Research indicates that as many as 6 percent of these patients will become persistent opioid users. The 115 people who die every single day, and the countless additional lives that have been shattered by the effects of opioid abuse, make it clear we need to act. Only a joint effort from lawmakers, the medical community and patients can ensure that we reverse the trend of this epidemic.
How can we affect this change?
In the years we’ve spent as clinicians, we’ve seen and heard firsthand the dire need to reverse course on what has become a staggering epidemic. Our experience tells us three things: First, our entire national dialogue on the opioid epidemic must fundamentally shift from how to treat addiction to how to prevent it in the first place. Second, we need to increase awareness among clinicians and patients that effective, Food and Drug Administration-approved opioid alternatives already exist. And third, we can curb this life-ending epidemic by making a few legislative and regulatory changes.
Several FDA-approved alternatives to opioids actually do already exist, which lack the high addiction risks associated with opioids while being just as good or better at controlling pain. Estimates show that if surgery-related prescribing of opioids could be cut by as little as 10 percent, 300,000 fewer people would become persistent users. Compelling figures like these have a growing number of surgeons nationwide recognizing the need for change and turning to prescribing opioid alternatives as a way to combat the opioid crisis.
On this front, there are key legislative and policy changes we must pursue at the federal level, as soon as we can, to make a real difference.
Medicare currently limits access to opioid alternatives for patients and the physicians who treat them. Opioid drugs are often cheaper, while opioid alternatives that help a patient avoid addiction are more expensive. Current regulations that do not allow patients to access non-opioids no matter the cost are counterintuitive.
Congress should work to reform the Medicare payment system to remove these obstacles and give patients and clinicians alike access to the widest possible range of treatment options instead of promoting a reliance on opioids. Lawmakers also can work to ensure that health care practitioners are compensated for the added time and resources needed to counsel patients on low- or non-opioid pain management options.
Lastly, the FDA has not yet approved a non-opioid therapy for moderate to severe pain in children. The agency should prioritize new research and options for the pediatric population given the need for alternatives to manage pain in this vulnerable population in the safest way possible.

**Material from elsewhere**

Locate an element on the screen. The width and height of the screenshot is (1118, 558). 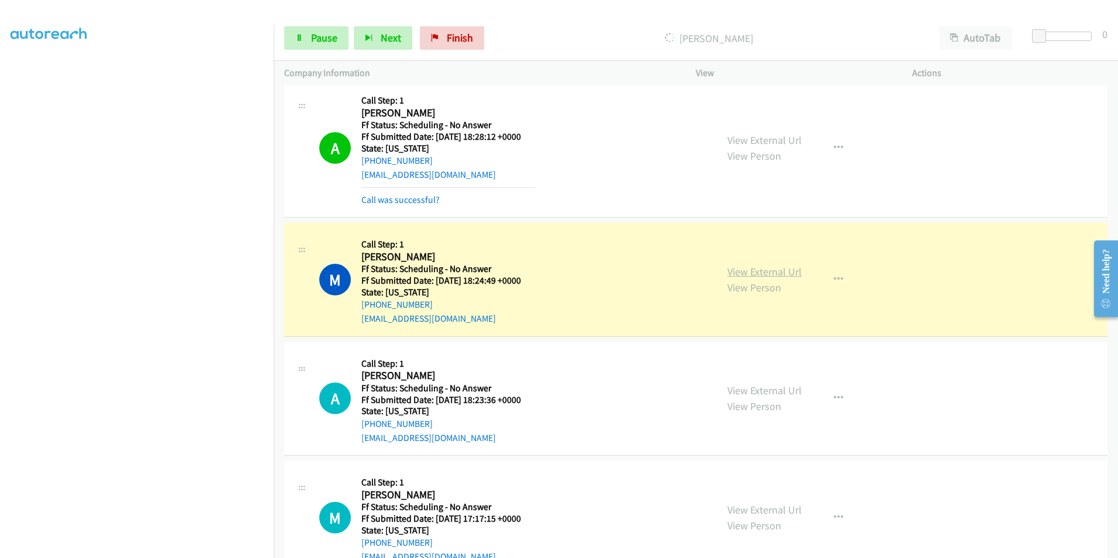
span: Next is located at coordinates (391, 37).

The opioid crisis presents a complex, multifaceted problem. As such, no single action or piecemeal proposal can be expected to solve it alone. But if we approach this challenging issue with real answers, we can achieve lasting success. In doing so, we can spare future generations the pain and needless heartbreak this epidemic has wrought.

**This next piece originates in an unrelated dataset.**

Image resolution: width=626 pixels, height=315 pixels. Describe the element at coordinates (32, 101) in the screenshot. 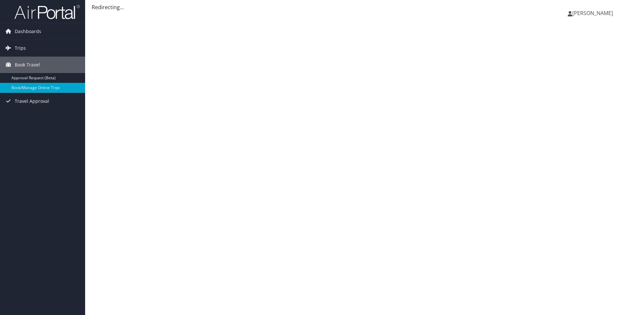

In this era of the opioid epidemic, cancer patients should not be forgotten. We must act now before we get to a stage where we are treating the cancer only for the patient to suffer the consequences of an opioid dependence in survivorship.
Neil Seeley, MD, is the chief of the Division of Anesthesia at Cancer Treatment Centers of America and medical director of anesthesiology at CTCA Atlanta, and he did his residency at the Naval Hospital in Pensacola, Florida, and the University of California San Francisco before becoming a Navy flight surgeon and the senior medical officer at the Naval Air Station in Lemoore, California.
Nathan Neufeld, DO, is the chief of the Division of Pain Management at Cancer Treatment Centers of America, as well as medical director of Pain Services and Supportive Therapies and an interventional pain management specialist at CTCA Atlanta, and he did his residency at Johns Hopkins University School of Medicine and is certified by the American Board of Physical Medicine and Rehabilitation, Pain Medicine – American Board of Anesthesiology and the American Board of Medical Quality.
Morning Consult welcomes op-ed submissions on policy, politics and business strategy in our coverage areas. Updated submission guidelines can be found here.